## AIM OF THE EXERCISE
Starting at the line that contains "Image resolution: width=812", write out every line through the last one in the records below, word for word. Leave out any pictures.

**** SUPPLIED MATERIAL ****

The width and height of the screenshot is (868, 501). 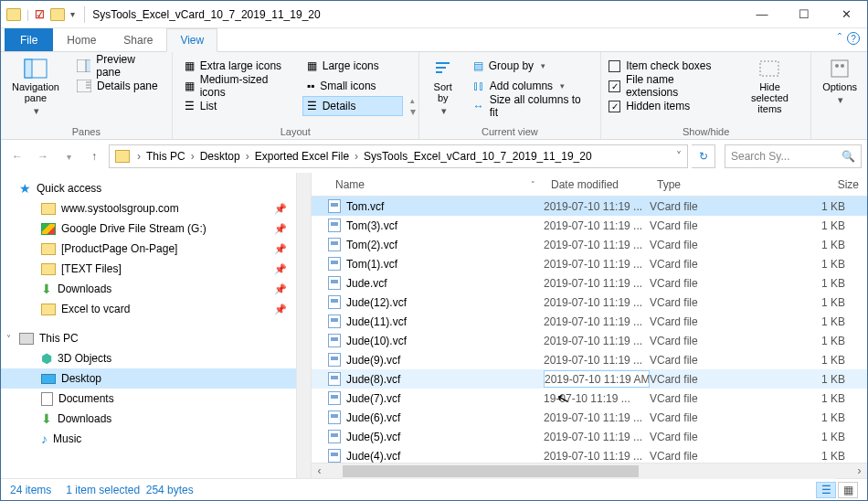 What do you see at coordinates (853, 38) in the screenshot?
I see `help-icon: ?` at bounding box center [853, 38].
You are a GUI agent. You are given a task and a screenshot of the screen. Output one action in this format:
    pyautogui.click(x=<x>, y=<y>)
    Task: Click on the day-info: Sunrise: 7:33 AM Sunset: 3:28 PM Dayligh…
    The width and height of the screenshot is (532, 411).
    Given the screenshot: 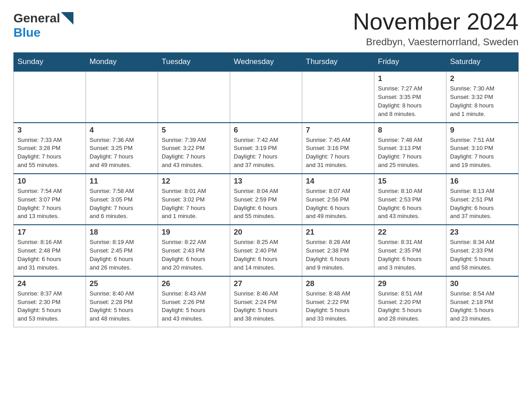 What is the action you would take?
    pyautogui.click(x=50, y=153)
    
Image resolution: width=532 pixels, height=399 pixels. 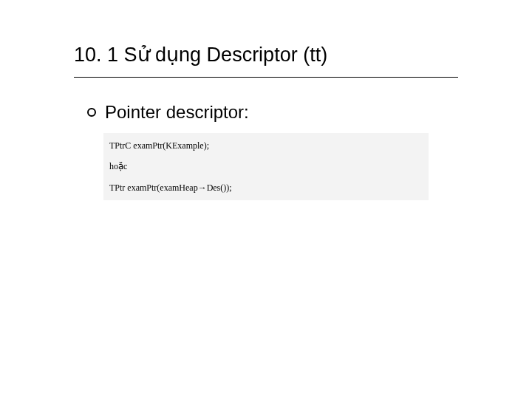 What do you see at coordinates (266, 146) in the screenshot?
I see `code-line-1: TPtrC examPtr(KExample);` at bounding box center [266, 146].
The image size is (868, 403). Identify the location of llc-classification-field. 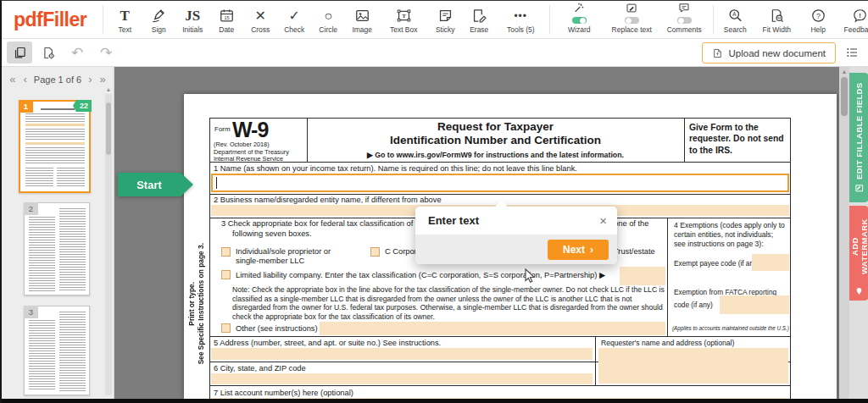
(643, 276).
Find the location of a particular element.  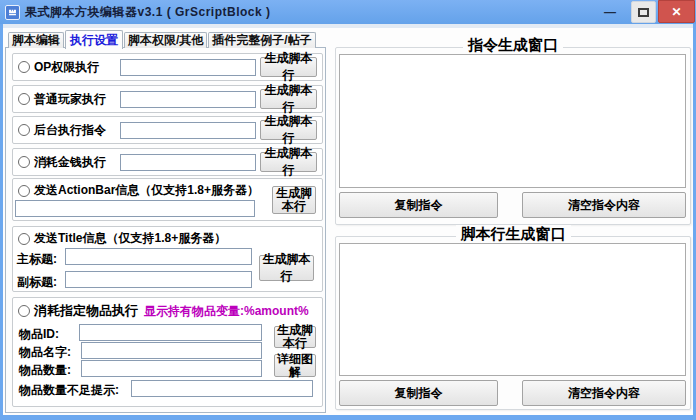

player-exec-input is located at coordinates (188, 100).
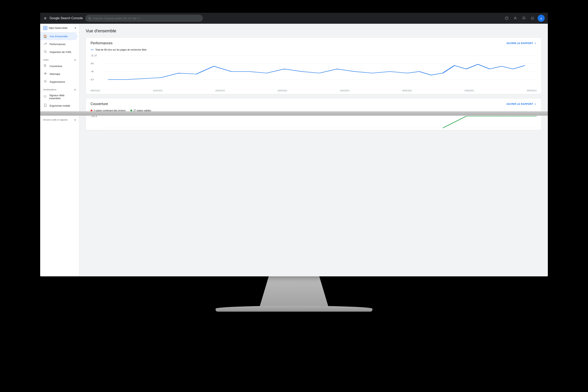 Image resolution: width=588 pixels, height=392 pixels. Describe the element at coordinates (62, 97) in the screenshot. I see `sidebar-item-core-web-vitals-label: Signaux Web essentiels` at that location.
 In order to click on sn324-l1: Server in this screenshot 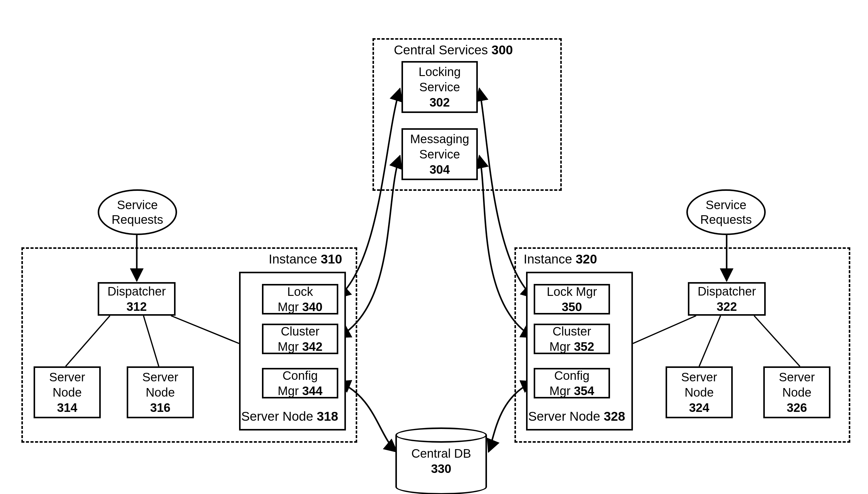, I will do `click(699, 377)`.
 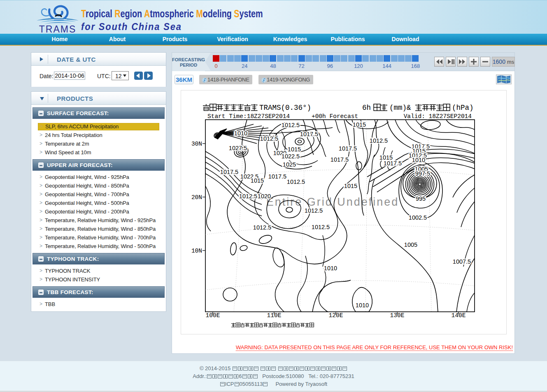 What do you see at coordinates (285, 108) in the screenshot?
I see `svg-text: TRAMS(0.36°)` at bounding box center [285, 108].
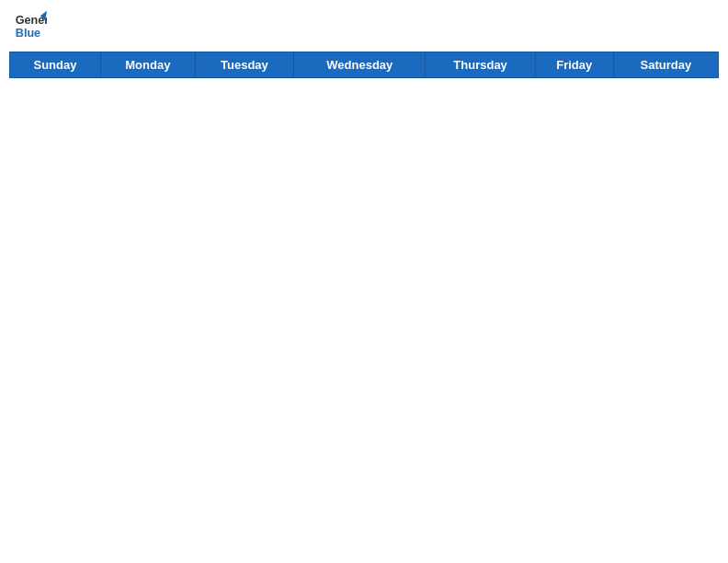 The width and height of the screenshot is (728, 563). Describe the element at coordinates (574, 65) in the screenshot. I see `calendar-day-header: Friday` at that location.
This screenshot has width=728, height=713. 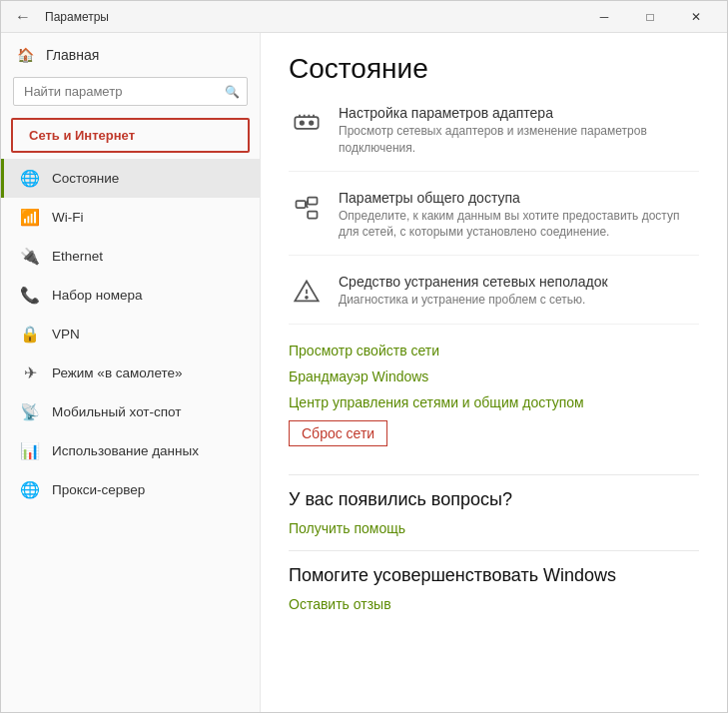 What do you see at coordinates (493, 69) in the screenshot?
I see `page-title: Состояние` at bounding box center [493, 69].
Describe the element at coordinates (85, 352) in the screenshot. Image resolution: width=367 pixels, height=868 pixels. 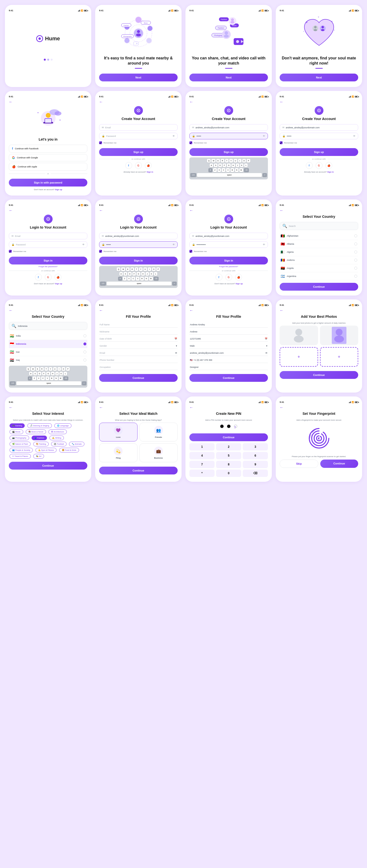
I see `radio-iran` at that location.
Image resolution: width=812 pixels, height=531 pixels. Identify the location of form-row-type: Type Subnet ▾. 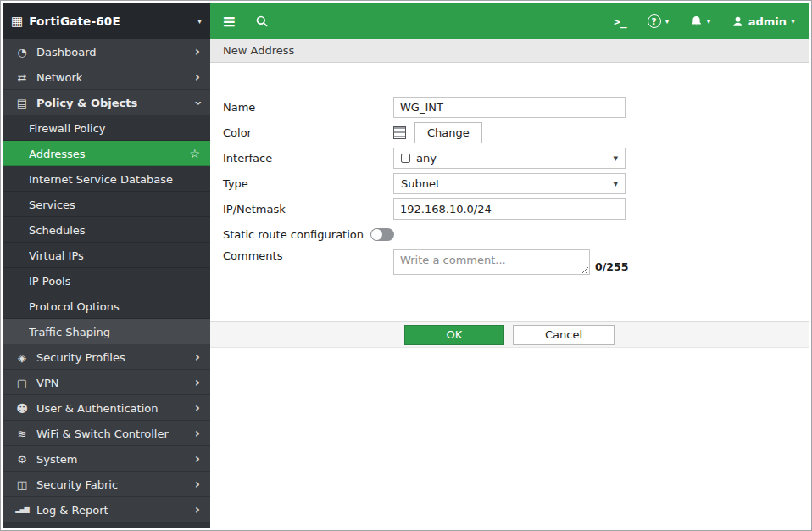
(515, 183).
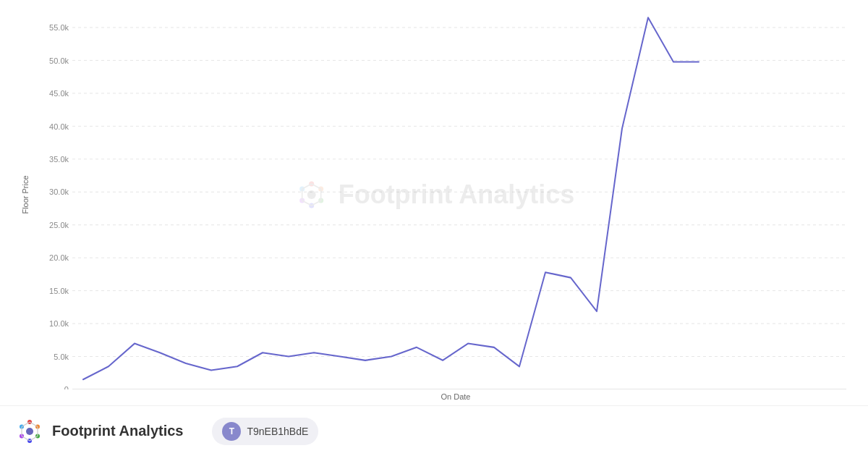 The image size is (868, 456). Describe the element at coordinates (59, 159) in the screenshot. I see `svg-text: 35.0k` at that location.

****

## RESULT BELOW
Image resolution: width=812 pixels, height=531 pixels. Identify the location of form-row-type: Type Subnet ▾. 
(515, 183).
 The image size is (868, 456). Describe the element at coordinates (59, 159) in the screenshot. I see `svg-text: 35.0k` at that location.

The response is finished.